Structural Cloud Audits that Protect Private Information

Hongda Xiao, Bryan Ford, Joan Feigenbaum
Yale University,

ACM Cloud Computing Security Workshop (CCSW 2013),
November 8, 2013, Berlin, Germany

Abstract

As organizations and individuals have begun to rely more and more heavily on cloud-service providers for critical tasks, cloud-service reliability has become a top priority. It is natural for cloud-service providers to use redundancy to achieve reliability. For example, a provider may replicate critical state in two data centers. If the two data centers use the same power supply, however, then a power outage will cause them to fail simultaneously; replication per se does not, therefore, enable the cloud-service provider to make strong reliability guarantees to its users. Zhai et al. present a system, which they refer to as a structural-reliability auditor (SRA), that uncovers common dependencies in seemingly disjoint cloud-infrastructural components (such as the power supply in the example above) and quantifies the risks that they pose. In this paper, we focus on the need for structural-reliability auditing to be done in a privacy-preserving manner. We present a privacy-preserving structural-reliability auditor (P-SRA), discuss its privacy properties, and evaluate a prototype implementation built on the Sharemind SecreC platform. P-SRA is an interesting application of secure multi-party computation (SMPC), which has not often been used for graph problems. It can achieve acceptable running times even on large cloud structures by using a novel data-partitioning technique that may be useful in other applications of SMPC.

Paper: PDF

Slides: OpenOffice, PDF

This research is sponsored by the National Science Foundation under grant CNS-1149936.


**Exercise**
What is the count of lines in the records that include "velocity"? Reply with that number alone.

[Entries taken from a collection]
######
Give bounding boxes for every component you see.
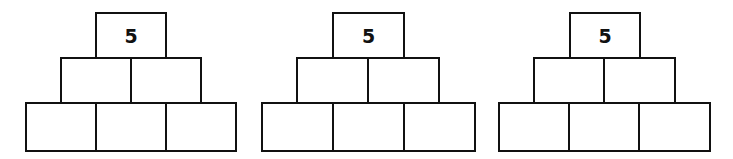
pyramid-3-middle-brick-1[interactable]: [533, 57, 605, 104]
number-pyramid-3: 5: [0, 0, 733, 159]
pyramid-3-bottom-brick-2[interactable]: [568, 102, 640, 152]
pyramid-3-bottom-brick-1[interactable]: [498, 102, 570, 152]
pyramid-3-top-brick: 5: [569, 12, 641, 59]
pyramid-3-bottom-brick-3[interactable]: [638, 102, 711, 152]
pyramid-3-middle-brick-2[interactable]: [603, 57, 676, 104]
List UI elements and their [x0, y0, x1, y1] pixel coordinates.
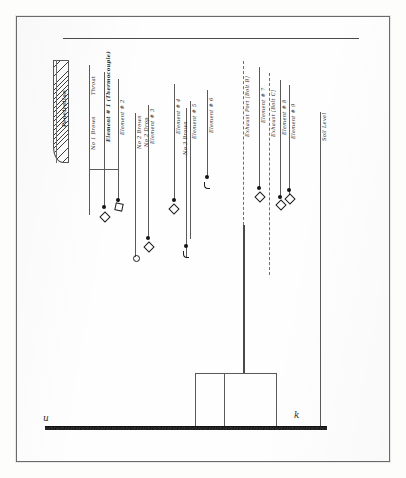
wedge-spine	[56, 60, 57, 163]
label-no1-brown: No 1 Brown	[91, 116, 96, 150]
label-element-6: Element # 6	[209, 97, 214, 133]
marker-dot-no3-brown	[184, 244, 188, 248]
label-element-2: Element # 2	[120, 99, 125, 135]
marker-hook-element-6	[204, 182, 210, 189]
label-element-8: Element # 8	[282, 99, 287, 135]
lead-line-element-7	[259, 67, 260, 188]
label-penetration: Penetration	[62, 90, 67, 127]
screenshot-root: Penetration Throat No 1 Brown Element # …	[0, 0, 406, 478]
label-element-7: Element # 7	[261, 87, 266, 123]
label-element-3: Element # 3	[150, 108, 155, 144]
marker-diamond-element-8	[275, 199, 286, 210]
label-exhaust-bolt-c: Exhaust [Bolt C]	[271, 90, 276, 137]
stem-to-base-box	[243, 225, 245, 373]
marker-diamond-element-9	[284, 193, 295, 204]
marker-dot-element-7	[257, 186, 261, 190]
lead-line-element-8	[280, 80, 281, 197]
label-element-5: Element # 5	[192, 103, 197, 139]
ground-mark-right: k	[294, 410, 299, 420]
ground-hatching	[45, 426, 327, 430]
marker-diamond-element-7	[254, 191, 265, 202]
label-no2-brown: No 2 Brown	[137, 115, 142, 149]
marker-dot-element-2	[116, 198, 120, 202]
label-element-9: Element # 9	[291, 103, 296, 139]
marker-hook-no3-brown	[183, 251, 189, 258]
label-throat: Throat	[91, 76, 96, 95]
label-element-4: Element # 4	[176, 98, 181, 134]
label-soil-level: Soil Level	[322, 113, 327, 141]
marker-circle-no2-brown	[133, 255, 140, 262]
marker-dot-element-6	[205, 175, 209, 179]
base-box	[195, 373, 277, 429]
label-element-1: Element # 1 (Thermocouple)	[106, 51, 111, 142]
label-exhaust-port-b: Exhaust Port [Bolt B]	[245, 76, 250, 137]
lead-line-element-9	[289, 85, 290, 195]
marker-square-element-2	[114, 202, 123, 211]
marker-dot-element-9	[287, 188, 291, 192]
ground-mark-left: u	[43, 413, 49, 423]
lead-line-soil-level	[320, 112, 321, 426]
marker-diamond-element-4	[168, 203, 179, 214]
marker-dot-element-4	[172, 198, 176, 202]
drawing-sheet: Penetration Throat No 1 Brown Element # …	[16, 16, 390, 462]
label-no3-brown: No 3 Brown	[183, 121, 188, 155]
marker-dot-element-3	[146, 236, 150, 240]
marker-diamond-element-1	[99, 211, 110, 222]
marker-dot-element-1	[102, 205, 106, 209]
marker-diamond-element-3	[143, 241, 154, 252]
base-box-divider	[224, 374, 225, 428]
top-rule	[63, 38, 359, 39]
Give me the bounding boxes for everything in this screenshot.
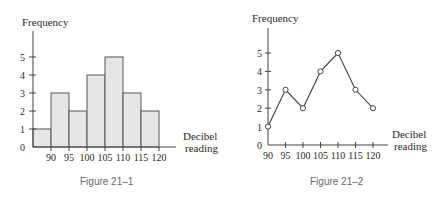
- polygon-points: [265, 50, 375, 129]
- polygon-x-tick-label: 100: [296, 150, 311, 161]
- histogram-x-ticks: 9095100105110115120: [46, 147, 167, 163]
- histogram-bars: [33, 57, 159, 147]
- histogram-y-tick-label: 1: [20, 124, 25, 135]
- polygon-y-tick-label: 4: [257, 66, 262, 77]
- polygon-data-point: [335, 50, 340, 55]
- polygon-x-tick-label: 90: [263, 150, 273, 161]
- polygon-x-tick-label: 95: [281, 150, 291, 161]
- figure-caption-21-2: Figure 21–2: [310, 176, 363, 187]
- histogram-bar: [51, 93, 69, 147]
- histogram-y-tick-label: 3: [20, 88, 25, 99]
- histogram-bar: [69, 111, 87, 147]
- histogram-x-tick-label: 95: [64, 152, 74, 163]
- histogram-x-tick-label: 90: [46, 152, 56, 163]
- polygon-data-point: [300, 106, 305, 111]
- figure-caption-21-1: Figure 21–1: [80, 176, 133, 187]
- polygon-x-tick-label: 115: [348, 150, 363, 161]
- polygon-data-point: [318, 69, 323, 74]
- histogram-y-tick-label: 5: [20, 52, 25, 63]
- histogram-x-tick-label: 115: [134, 152, 149, 163]
- histogram-chart: Frequency 012345 9095100105110115120 Dec…: [0, 0, 224, 199]
- polygon-data-point: [265, 124, 270, 129]
- frequency-polygon-chart: Frequency 012345 9095100105110115120 Dec…: [224, 0, 448, 199]
- polygon-y-tick-label: 1: [257, 122, 262, 133]
- histogram-bar: [105, 57, 123, 147]
- histogram-y-tick-label: 4: [20, 70, 25, 81]
- histogram-x-tick-label: 100: [80, 152, 95, 163]
- histogram-x-tick-label: 110: [116, 152, 131, 163]
- polygon-data-point: [370, 106, 375, 111]
- polygon-data-point: [283, 87, 288, 92]
- polygon-x-tick-label: 110: [331, 150, 346, 161]
- polygon-x-axis-label-line1: Decibel: [392, 128, 426, 140]
- histogram-y-axis-label: Frequency: [22, 16, 69, 28]
- histogram-x-axis-label-line1: Decibel: [183, 130, 217, 142]
- polygon-y-tick-label: 2: [257, 103, 262, 114]
- polygon-x-tick-label: 105: [313, 150, 328, 161]
- histogram-bar: [87, 75, 105, 147]
- histogram-figure: Frequency 012345 9095100105110115120 Dec…: [0, 0, 224, 199]
- polygon-y-tick-label: 0: [257, 140, 262, 151]
- polygon-x-axis-label-line2: reading: [394, 140, 427, 152]
- histogram-y-tick-label: 0: [20, 142, 25, 153]
- frequency-polygon-figure: Frequency 012345 9095100105110115120 Dec…: [224, 0, 448, 199]
- polygon-x-tick-label: 120: [366, 150, 381, 161]
- histogram-bar: [33, 129, 51, 147]
- histogram-bar: [141, 111, 159, 147]
- histogram-bar: [123, 93, 141, 147]
- histogram-x-tick-label: 120: [152, 152, 167, 163]
- histogram-y-tick-label: 2: [20, 106, 25, 117]
- polygon-y-tick-label: 5: [257, 48, 262, 59]
- polygon-data-point: [353, 87, 358, 92]
- histogram-x-tick-label: 105: [98, 152, 113, 163]
- polygon-y-axis-label: Frequency: [252, 12, 299, 24]
- polygon-y-tick-label: 3: [257, 85, 262, 96]
- histogram-x-axis-label-line2: reading: [185, 142, 218, 154]
- polygon-y-ticks: 012345: [257, 48, 271, 151]
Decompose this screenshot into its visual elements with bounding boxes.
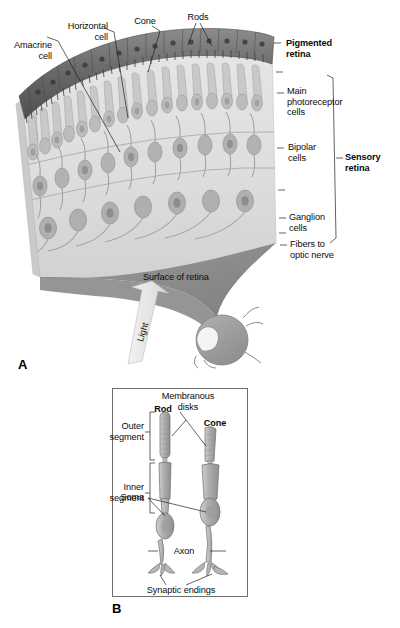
label-synaptic-endings: Synaptic endings: [137, 585, 225, 596]
label-axon: Axon: [164, 546, 204, 557]
panel-b-letter: B: [112, 601, 121, 616]
label-outer-segment: Outer segment: [92, 421, 144, 442]
label-rod: Rod: [148, 404, 178, 415]
label-cone-b: Cone: [198, 418, 232, 429]
figure-canvas: Amacrine cell Horizontal cell Cone Rods …: [0, 0, 400, 628]
label-soma: Soma: [104, 492, 144, 503]
photoreceptor-detail-illustration: [0, 0, 400, 628]
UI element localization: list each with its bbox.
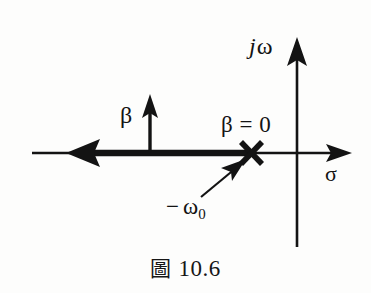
imaginary-axis-label: jω (249, 34, 272, 58)
pole-value-subscript: 0 (198, 206, 206, 222)
imaginary-axis-label-omega: ω (257, 33, 273, 59)
pole-callout-arrow-shaft (201, 168, 236, 197)
beta-direction-label: β (120, 103, 132, 127)
pole-value-omega: ω (183, 194, 198, 219)
pole-value-minus-sign: − (166, 194, 183, 219)
figure-page: jω σ β β = 0 −ω0 圖10.6 (0, 0, 371, 293)
beta-zero-label: β = 0 (221, 113, 271, 136)
figure-caption: 圖10.6 (0, 252, 371, 282)
pole-value-label: −ω0 (166, 195, 206, 222)
figure-caption-number: 10.6 (178, 256, 220, 281)
real-axis-label: σ (325, 163, 337, 185)
root-locus-plot (0, 0, 371, 293)
imaginary-axis-label-j: j (249, 33, 257, 59)
figure-caption-cjk-label: 圖 (150, 257, 178, 281)
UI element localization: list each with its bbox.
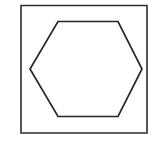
figure-svg [0, 0, 155, 155]
figure-canvas [0, 0, 155, 155]
canvas-background [0, 0, 155, 155]
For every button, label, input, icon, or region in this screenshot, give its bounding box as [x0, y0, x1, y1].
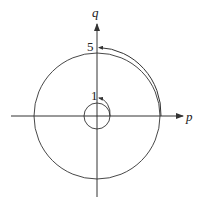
p-axis-label: p [185, 109, 193, 124]
q-axis-label: q [92, 5, 99, 20]
small-spiral-arc [99, 98, 110, 116]
large-circle-label: 5 [87, 39, 94, 54]
small-circle-label: 1 [91, 88, 98, 103]
phase-plane-diagram: q p 5 1 [0, 0, 202, 201]
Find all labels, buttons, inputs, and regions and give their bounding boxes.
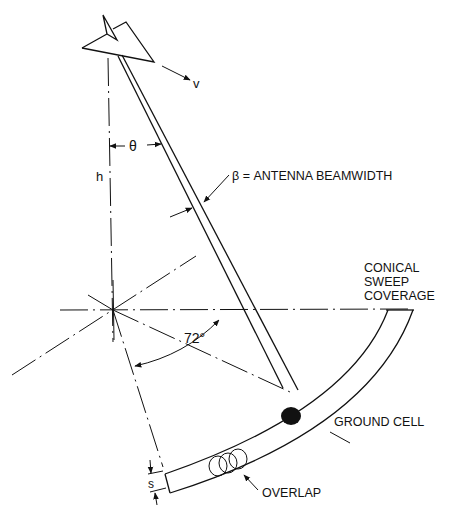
beamwidth-arrow-right [204,175,229,202]
overlap-label: OVERLAP [262,486,321,500]
conical-sweep-diagram: v h θ β = ANTENNA BEAMWIDTH 72° GROUND C… [0,0,449,521]
diagonal-axis-1 [12,256,196,375]
angle-72-label: 72° [184,330,205,346]
theta-arrow-right [147,144,161,145]
ground-cell-label: GROUND CELL [334,415,424,429]
coverage-label-2: SWEEP [364,275,409,289]
spacing-label: s [148,477,154,491]
overlap-arrow [244,475,258,490]
nadir-line [108,58,113,342]
height-label: h [96,169,103,184]
sweep-edge-line [113,310,163,467]
center-cross-diag [88,295,113,310]
ground-cell-leader [330,432,350,443]
diagonal-axis-2 [113,310,290,392]
ground-cell [281,407,301,425]
beamwidth-arrow-left [170,208,192,217]
coverage-label-1: CONICAL [364,261,420,275]
antenna-beam [118,55,298,390]
velocity-label: v [193,76,200,91]
theta-label: θ [129,138,137,154]
velocity-arrow [162,66,190,80]
beamwidth-label: β = ANTENNA BEAMWIDTH [232,169,392,183]
aircraft-icon [82,15,154,62]
angle-72-arc [135,320,219,366]
coverage-label-3: COVERAGE [364,289,435,303]
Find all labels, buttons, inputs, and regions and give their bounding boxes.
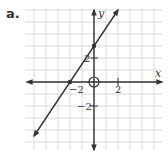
x-tick-label: −2	[69, 84, 84, 95]
y-axis-label: y	[97, 7, 105, 20]
data-point	[68, 80, 72, 84]
coordinate-plane: xy−222−2	[0, 0, 168, 155]
x-tick-label: 2	[115, 84, 121, 95]
y-tick-label: −2	[77, 101, 92, 112]
plotted-line	[34, 10, 118, 136]
x-axis-label: x	[155, 67, 162, 80]
data-point	[92, 44, 96, 48]
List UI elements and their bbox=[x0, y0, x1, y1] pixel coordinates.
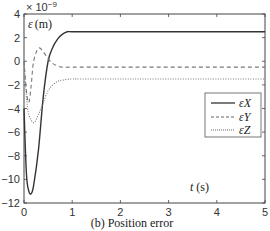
y-tick-label: −2 bbox=[7, 79, 20, 91]
y-tick-label: 0 bbox=[14, 55, 20, 67]
y-tick-label: −10 bbox=[1, 173, 20, 185]
x-tick-label: 0 bbox=[21, 206, 27, 218]
y-axis-label: ε(m) bbox=[28, 17, 52, 31]
y-multiplier: × 10−9 bbox=[26, 0, 57, 13]
x-tick-label: 4 bbox=[214, 206, 220, 218]
x-tick-label: 5 bbox=[262, 206, 268, 218]
legend-label-y: εY bbox=[239, 110, 252, 124]
position-error-chart: 012345420−2−4−6−8−10−12 × 10−9 ε(m) t(s)… bbox=[0, 0, 270, 231]
x-tick-label: 1 bbox=[69, 206, 75, 218]
y-tick-label: −8 bbox=[7, 150, 20, 162]
legend: εX εY εZ bbox=[205, 93, 261, 137]
y-tick-label: −12 bbox=[1, 197, 20, 209]
figure-caption: (b) Position error bbox=[91, 216, 174, 230]
y-tick-label: −4 bbox=[7, 103, 20, 115]
legend-label-x: εX bbox=[239, 96, 252, 110]
x-axis-label: t(s) bbox=[190, 180, 209, 194]
y-tick-label: 4 bbox=[14, 8, 20, 20]
y-tick-label: 2 bbox=[14, 32, 20, 44]
legend-label-z: εZ bbox=[239, 123, 251, 137]
y-tick-label: −6 bbox=[7, 126, 20, 138]
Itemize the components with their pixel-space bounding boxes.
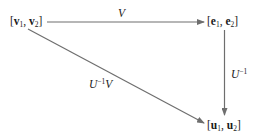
node-e-basis: [e1, e2]: [207, 16, 238, 29]
label-base: V: [118, 7, 125, 19]
edge-label-v: V: [118, 8, 125, 20]
label-superscript: −1: [239, 67, 247, 76]
bracket-close: ]: [39, 15, 43, 27]
edge-label-u-inverse: U−1: [231, 68, 247, 81]
arrow-v-to-u: [28, 29, 204, 123]
label-tail: V: [105, 78, 112, 90]
node-v-basis: [v1, v2]: [10, 16, 42, 29]
node-u-basis: [u1, u2]: [207, 120, 241, 133]
commutative-diagram: [v1, v2] [e1, e2] [u1, u2] V U−1 U−1V: [0, 0, 258, 137]
bracket-close: ]: [237, 119, 241, 131]
bracket-close: ]: [234, 15, 238, 27]
edge-label-u-inverse-v: U−1V: [89, 78, 112, 91]
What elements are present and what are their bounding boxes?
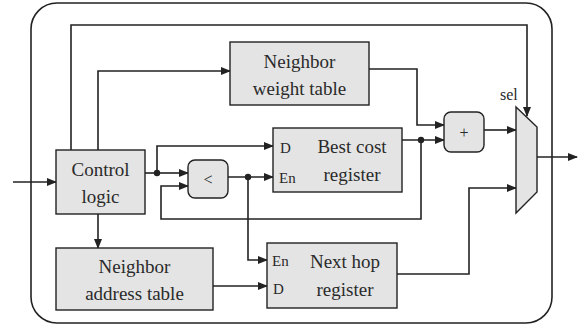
next-hop-port-d: D: [273, 281, 284, 297]
neighbor-address-table-block: Neighbor address table: [56, 248, 213, 310]
neighbor-weight-table-block: Neighbor weight table: [230, 42, 369, 105]
weight-table-label-2: weight table: [253, 78, 346, 99]
next-hop-port-en: En: [272, 253, 289, 269]
control-logic-label-2: logic: [82, 186, 120, 207]
control-logic-label-1: Control: [71, 159, 129, 180]
next-hop-label-1: Next hop: [310, 251, 380, 272]
best-cost-register-block: D En Best cost register: [273, 128, 402, 192]
best-cost-label-2: register: [324, 164, 382, 185]
ctrl-to-weight-wire: [98, 71, 230, 150]
next-hop-label-2: register: [317, 279, 375, 300]
adder-block: +: [444, 112, 484, 152]
junction-dot: [418, 137, 424, 143]
weight-table-label-1: Neighbor: [264, 51, 336, 72]
best-cost-label-1: Best cost: [317, 136, 387, 157]
address-table-label-1: Neighbor: [99, 256, 171, 277]
nexthop-to-mux-wire: [397, 188, 516, 274]
control-logic-block: Control logic: [56, 150, 145, 214]
address-table-label-2: address table: [85, 283, 184, 304]
next-hop-register-block: En D Next hop register: [267, 243, 397, 308]
mux-sel-label: sel: [500, 86, 518, 103]
best-cost-port-d: D: [280, 140, 291, 156]
multiplexer-block: sel: [500, 86, 537, 213]
comparator-symbol: <: [203, 171, 212, 188]
comparator-block: <: [188, 160, 228, 198]
junction-dot: [154, 170, 160, 176]
best-cost-port-en: En: [279, 170, 296, 186]
adder-symbol: +: [459, 124, 468, 141]
router-datapath-diagram: Control logic Neighbor weight table D En…: [0, 0, 580, 327]
weight-to-adder-wire: [369, 69, 444, 125]
junction-dot: [245, 174, 251, 180]
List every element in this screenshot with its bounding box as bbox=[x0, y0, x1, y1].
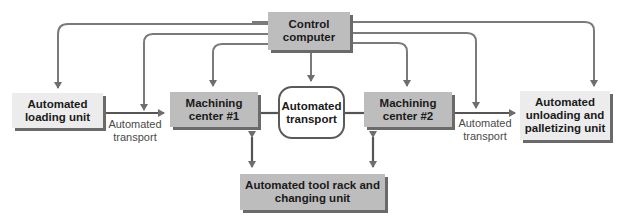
node-label: center #2 bbox=[383, 110, 434, 123]
node-label: loading unit bbox=[25, 111, 90, 124]
loading-unit-node: Automated loading unit bbox=[12, 93, 103, 128]
node-label: center #1 bbox=[189, 110, 240, 123]
node-label: Control bbox=[289, 18, 330, 31]
fms-diagram: Control computer Automated loading unit … bbox=[0, 0, 623, 224]
node-label: Automated bbox=[281, 100, 341, 113]
left-transport-label: Automated transport bbox=[105, 118, 165, 144]
machining-center-2-node: Machining center #2 bbox=[364, 92, 452, 127]
node-label: computer bbox=[283, 31, 335, 44]
edge-label: Automated bbox=[105, 118, 165, 131]
node-label: changing unit bbox=[275, 192, 350, 205]
node-label: palletizing unit bbox=[525, 122, 606, 135]
node-label: Machining bbox=[186, 97, 243, 110]
node-label: Automated bbox=[27, 98, 87, 111]
node-label: transport bbox=[286, 113, 336, 126]
node-label: Automated tool rack and bbox=[245, 179, 380, 192]
edge-label: Automated bbox=[455, 117, 515, 130]
node-label: Machining bbox=[380, 97, 437, 110]
machining-center-1-node: Machining center #1 bbox=[170, 92, 258, 127]
automated-transport-loop-node: Automated transport bbox=[278, 86, 345, 139]
edge-label: transport bbox=[455, 130, 515, 143]
right-transport-label: Automated transport bbox=[455, 117, 515, 143]
control-computer-node: Control computer bbox=[268, 12, 350, 50]
node-label: unloading and bbox=[526, 109, 605, 122]
edge-label: transport bbox=[105, 131, 165, 144]
tool-rack-node: Automated tool rack and changing unit bbox=[240, 174, 385, 210]
unloading-palletizing-unit-node: Automated unloading and palletizing unit bbox=[520, 91, 610, 140]
node-label: Automated bbox=[535, 96, 595, 109]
######
**Written solution**
2